I saw this meme while mindlessly scrolling through Facebook the other day, and it set my imagination off. But what does enjoy it actually mean?
Is it morbid to admit that I often think, is this something I’ll regret or relish on my deathbed? Maybe it’s the perimenopause diagnosis talking, suddenly my ice cream feels like it’s melting faster than I’d like.
Some people, including me occasionally, think "enjoying it" means partying till the sun comes up, but is that actually using your life, or wasting it?
Or does that depend entirely on whether you’re 21 with no responsibilities, or 44 with a child, a mortgage, a business and an entire list of adulting you "should" do the next day?
To quote my shrink, yet again, "should is s..."
In my 20s I never felt like I should do anything. So where does that come from? Social conditioning? Experience? Exhaustion?
What I do know is that when I interpret Yolo, you only live once, as sure, I’ll have that Jager bomb and keep dancing, I regret it fully the next day. And, let’s be honest, for the next three days after that.
The morning after, I think of all the things I could be doing with my life and all the productivity I’d have if I simply never had fun. And that doesn’t sound fun either.
I spiral into "life-improvement mode", swear off drinking forever and picture myself becoming a perfect human specimen. Which also sounds painfully dull.
So I bring it back to the basics, what do I actually love?
I love laughing with my people.
I love my work and the ridiculous, complex problems we tackle.
I love sports and "trying" to win.
I love being outside and in the water.
I adore music, especially now both my son and husband are both musicians.
We talk a lot about balance. I’m getting better at it, in my own chaotic way. My balance is doing everything at a million miles an hour and finishing early, or spending a whole day doing absolutely nothing at all.
Go out, have fun, go home. You can sit on the beach like a tired parent, or you can get yourself a surfboard and get amongst it.
Participate, be here. You’re only here once.
I love running, biking, swimming, surfing and my latest obsession, being part of a surf canoe crew.
I love being fit enough I can go out for a run or mountain bike ride with minimal training and actually enjoy it.
But I also know that if I do nothing but work, train and try to be some sort of superwoman, I become a miserable person to be around.
I’m not a purist. I’m a purely imperfect person who loves drinking too much, letting loose, dancing like there’s no tomorrow and regretting it the next day.
I also love getting to the beach at dawn, running, losing myself in my music and finishing with a bracing, thrilling cold dip in my undies.
I thrive on deadlines and crises at work. I love meeting new people doing impossibly genius things.
And I live for the moments when my team are battling something they absolutely hate in the moment, only to nail it and grow visibly in front of me with pride.
I couldn’t imagine any other life. I live for the adrenaline.
And then there are the people I love. My son thinks the sun shines out of my bum, and I think my husband still does too. My circle of friends is smaller and tighter these days, all wonderfully weird in completely different ways.
The best part is we actually embrace those differences. If I think they’re weird and adore them anyway, why would I assume they don’t feel the same about me?
I’m not everyone’s cup of tea. Most people think I’m a bit crazy. Plenty judge me for travelling so much or not appearing to be the most maternal mum on earth.
I’m bossy, moody and have a world-class case of foot-in-mouth.
But living your life worrying how others perceive you is actually one of the most self-centred ways to exist. When you’re constantly thinking about what people think of you, you stop thinking about them.
We could all do with a little less worrying about how we’re seen, and a bit more checking in on how others are doing.
So where am I going with this? And what triggered it?
This year has been tough, a slog for many of us. But the days are getting lighter and warmer. The guilt can stay in winter.
"Should" is for the bin. Think instead of all the things you could do this summer.
Maybe stop scrolling the socials. Stop comparing yourself with who you think you should be.
Remember, you only get this life once, and you may as well live it authentically, messily, imperfectly, in the moment.
• Sarah Ramsay is chief executive of United Machinists.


> What is being asked
Without the images, output each record below as it stands.

---

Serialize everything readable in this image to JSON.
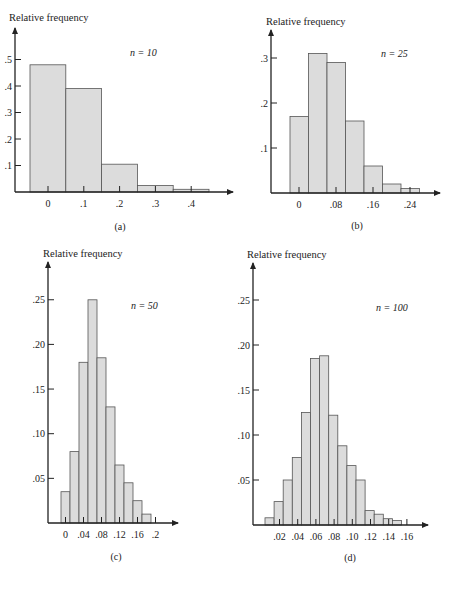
{
  "chart_data": [
    {
      "panel": "(a)",
      "type": "bar",
      "title": "",
      "annotation": "n = 10",
      "ylabel": "Relative frequency",
      "xlabel": "",
      "x_ticks": [
        "0",
        ".1",
        ".2",
        ".3",
        ".4"
      ],
      "y_ticks": [
        ".1",
        ".2",
        ".3",
        ".4",
        ".5"
      ],
      "categories": [
        0,
        0.1,
        0.2,
        0.3,
        0.4
      ],
      "values": [
        0.48,
        0.39,
        0.105,
        0.025,
        0.01
      ],
      "ylim": [
        0,
        0.55
      ],
      "grid": false,
      "geom": {
        "ox": 15,
        "oy": 192,
        "x0": 30,
        "bw": 35.8,
        "tick_x0": 48,
        "tick_dx": 35.8,
        "ypx": 265,
        "ymax_px": 35,
        "xend": 233
      }
    },
    {
      "panel": "(b)",
      "type": "bar",
      "annotation": "n = 25",
      "ylabel": "Relative frequency",
      "x_ticks": [
        "0",
        ".08",
        ".16",
        ".24"
      ],
      "y_ticks": [
        ".1",
        ".2",
        ".3"
      ],
      "categories": [
        0,
        0.04,
        0.08,
        0.12,
        0.16,
        0.2,
        0.24
      ],
      "values": [
        0.17,
        0.31,
        0.29,
        0.16,
        0.06,
        0.02,
        0.01
      ],
      "ylim": [
        0,
        0.35
      ],
      "grid": false,
      "geom": {
        "ox": 271,
        "oy": 193,
        "x0": 290,
        "bw": 18.5,
        "tick_x0": 299,
        "tick_dx": 37,
        "ypx": 450,
        "ymax_px": 32,
        "xend": 440
      }
    },
    {
      "panel": "(c)",
      "type": "bar",
      "annotation": "n = 50",
      "ylabel": "Relative frequency",
      "x_ticks": [
        "0",
        ".04",
        ".08",
        ".12",
        ".16",
        ".2"
      ],
      "y_ticks": [
        ".05",
        ".10",
        ".15",
        ".20",
        ".25"
      ],
      "categories": [
        0,
        0.02,
        0.04,
        0.06,
        0.08,
        0.1,
        0.12,
        0.14,
        0.16,
        0.18
      ],
      "values": [
        0.035,
        0.08,
        0.18,
        0.25,
        0.185,
        0.13,
        0.065,
        0.045,
        0.025,
        0.01
      ],
      "ylim": [
        0,
        0.28
      ],
      "grid": false,
      "geom": {
        "ox": 48,
        "oy": 523,
        "x0": 61,
        "bw": 9,
        "tick_x0": 65.5,
        "tick_dx": 18,
        "ypx": 893,
        "ymax_px": 267,
        "xend": 178
      }
    },
    {
      "panel": "(d)",
      "type": "bar",
      "annotation": "n = 100",
      "ylabel": "Relative frequency",
      "x_ticks": [
        ".02",
        ".04",
        ".06",
        ".08",
        ".10",
        ".12",
        ".14",
        ".16"
      ],
      "y_ticks": [
        ".05",
        ".10",
        ".15",
        ".20",
        ".25"
      ],
      "categories": [
        0.005,
        0.015,
        0.025,
        0.035,
        0.045,
        0.055,
        0.065,
        0.075,
        0.085,
        0.095,
        0.105,
        0.115,
        0.125,
        0.135,
        0.145
      ],
      "values": [
        0.008,
        0.026,
        0.05,
        0.075,
        0.125,
        0.185,
        0.188,
        0.122,
        0.088,
        0.066,
        0.05,
        0.016,
        0.012,
        0.007,
        0.005
      ],
      "ylim": [
        0,
        0.28
      ],
      "grid": false,
      "geom": {
        "ox": 253,
        "oy": 525,
        "x0": 265,
        "bw": 9.1,
        "tick_x0": 279.5,
        "tick_dx": 18.2,
        "ypx": 900,
        "ymax_px": 265,
        "xend": 428
      }
    }
  ],
  "panels": {
    "a": {
      "ylabel": "Relative frequency",
      "annotation": "n = 10",
      "caption": "(a)"
    },
    "b": {
      "ylabel": "Relative frequency",
      "annotation": "n = 25",
      "caption": "(b)"
    },
    "c": {
      "ylabel": "Relative frequency",
      "annotation": "n = 50",
      "caption": "(c)"
    },
    "d": {
      "ylabel": "Relative frequency",
      "annotation": "n = 100",
      "caption": "(d)"
    }
  }
}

---

> Result of this exercise
Serialize everything readable in this image to JSON.
{
  "chart_data": [
    {
      "panel": "(a)",
      "type": "bar",
      "title": "",
      "annotation": "n = 10",
      "ylabel": "Relative frequency",
      "xlabel": "",
      "x_ticks": [
        "0",
        ".1",
        ".2",
        ".3",
        ".4"
      ],
      "y_ticks": [
        ".1",
        ".2",
        ".3",
        ".4",
        ".5"
      ],
      "categories": [
        0,
        0.1,
        0.2,
        0.3,
        0.4
      ],
      "values": [
        0.48,
        0.39,
        0.105,
        0.025,
        0.01
      ],
      "ylim": [
        0,
        0.55
      ],
      "grid": false,
      "geom": {
        "ox": 15,
        "oy": 192,
        "x0": 30,
        "bw": 35.8,
        "tick_x0": 48,
        "tick_dx": 35.8,
        "ypx": 265,
        "ymax_px": 35,
        "xend": 233
      }
    },
    {
      "panel": "(b)",
      "type": "bar",
      "annotation": "n = 25",
      "ylabel": "Relative frequency",
      "x_ticks": [
        "0",
        ".08",
        ".16",
        ".24"
      ],
      "y_ticks": [
        ".1",
        ".2",
        ".3"
      ],
      "categories": [
        0,
        0.04,
        0.08,
        0.12,
        0.16,
        0.2,
        0.24
      ],
      "values": [
        0.17,
        0.31,
        0.29,
        0.16,
        0.06,
        0.02,
        0.01
      ],
      "ylim": [
        0,
        0.35
      ],
      "grid": false,
      "geom": {
        "ox": 271,
        "oy": 193,
        "x0": 290,
        "bw": 18.5,
        "tick_x0": 299,
        "tick_dx": 37,
        "ypx": 450,
        "ymax_px": 32,
        "xend": 440
      }
    },
    {
      "panel": "(c)",
      "type": "bar",
      "annotation": "n = 50",
      "ylabel": "Relative frequency",
      "x_ticks": [
        "0",
        ".04",
        ".08",
        ".12",
        ".16",
        ".2"
      ],
      "y_ticks": [
        ".05",
        ".10",
        ".15",
        ".20",
        ".25"
      ],
      "categories": [
        0,
        0.02,
        0.04,
        0.06,
        0.08,
        0.1,
        0.12,
        0.14,
        0.16,
        0.18
      ],
      "values": [
        0.035,
        0.08,
        0.18,
        0.25,
        0.185,
        0.13,
        0.065,
        0.045,
        0.025,
        0.01
      ],
      "ylim": [
        0,
        0.28
      ],
      "grid": false,
      "geom": {
        "ox": 48,
        "oy": 523,
        "x0": 61,
        "bw": 9,
        "tick_x0": 65.5,
        "tick_dx": 18,
        "ypx": 893,
        "ymax_px": 267,
        "xend": 178
      }
    },
    {
      "panel": "(d)",
      "type": "bar",
      "annotation": "n = 100",
      "ylabel": "Relative frequency",
      "x_ticks": [
        ".02",
        ".04",
        ".06",
        ".08",
        ".10",
        ".12",
        ".14",
        ".16"
      ],
      "y_ticks": [
        ".05",
        ".10",
        ".15",
        ".20",
        ".25"
      ],
      "categories": [
        0.005,
        0.015,
        0.025,
        0.035,
        0.045,
        0.055,
        0.065,
        0.075,
        0.085,
        0.095,
        0.105,
        0.115,
        0.125,
        0.135,
        0.145
      ],
      "values": [
        0.008,
        0.026,
        0.05,
        0.075,
        0.125,
        0.185,
        0.188,
        0.122,
        0.088,
        0.066,
        0.05,
        0.016,
        0.012,
        0.007,
        0.005
      ],
      "ylim": [
        0,
        0.28
      ],
      "grid": false,
      "geom": {
        "ox": 253,
        "oy": 525,
        "x0": 265,
        "bw": 9.1,
        "tick_x0": 279.5,
        "tick_dx": 18.2,
        "ypx": 900,
        "ymax_px": 265,
        "xend": 428
      }
    }
  ],
  "panels": {
    "a": {
      "ylabel": "Relative frequency",
      "annotation": "n = 10",
      "caption": "(a)"
    },
    "b": {
      "ylabel": "Relative frequency",
      "annotation": "n = 25",
      "caption": "(b)"
    },
    "c": {
      "ylabel": "Relative frequency",
      "annotation": "n = 50",
      "caption": "(c)"
    },
    "d": {
      "ylabel": "Relative frequency",
      "annotation": "n = 100",
      "caption": "(d)"
    }
  }
}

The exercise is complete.